At first, it was simple curiosity that drew Dr. Wilmer Petite to medicine. “I was a child who wondered what made things work, and that included the human body,” he says. His father cleaned doctors’ offices for a living and after school the whole family pitched in. There was something fascinating about the surroundings – “the journals, the anatomical charts and atlases and instruments all around me.”

It was only later that Dr. Petite realized that what attracted him to medicine as a career wasn’t so much the trappings as the possibility they represented: “The opportunity to help your fellow man in the most direct way.”

Born in Queens in 1950, Dr. Petite had a rarified New England education, earning scholarships to Phillips Exeter Academy and Yale and then graduating with distinction from Yale medical school. He came home to New York, trained in cardiology at what is now NYC Health + Hospitals/Harlem and started his career there with what he considered a dream job: attending cardiologist, with an academic appointment at Columbia medical school, at the storied hospital in a time of great social progress.

“As an African-American, it had extra significance to be at Harlem Hospital, where virtually 100 percent of the patients were African-American and the attending staff had been virtually 100 percent white,” he said. “But I got there as that was all changing. Not only were they recruiting a strong representation of African-American physicians, many of whom were, like me, the first in their families to go to college. But the white staff was also a very interesting bunch. Many had been student radicals and civil rights activists and they were attracted to Harlem Hospital because they were idealistic and had a strong sense of obligation to make the world a better place. So it was the golden age at Harlem Hospital. I consider myself extremely fortunate to have been there at that time.”

Dr. Petite shifted to private practice after starting his family in the 1980s, serving communities in Brooklyn and Queens and working for a period with a group of minority physicians he had trained with at Harlem Hospital. In 2021, he was recruited to the newly opened NYC Health + Hospitals/Gotham Health, Tremont Center of Excellence, to establish a new cardiology service for Gotham Health patients in the Bronx.

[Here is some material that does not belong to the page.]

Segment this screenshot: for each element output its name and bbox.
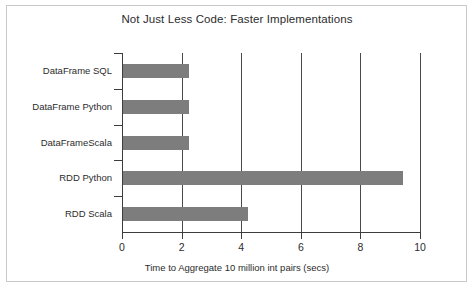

After a career spanning more than four decades, Dr. Petite says it was something simple that brought him back to the city’s public health care system, and it’s why he still comes to work every day: “Because I am needed.” It’s a return to his earliest days as a physician.

“I am of a generation that had a burning sense of social consciousness,” he reflects. “The communities we serve are the neglected, forgotten ones, and I continue to be drawn by that mission.”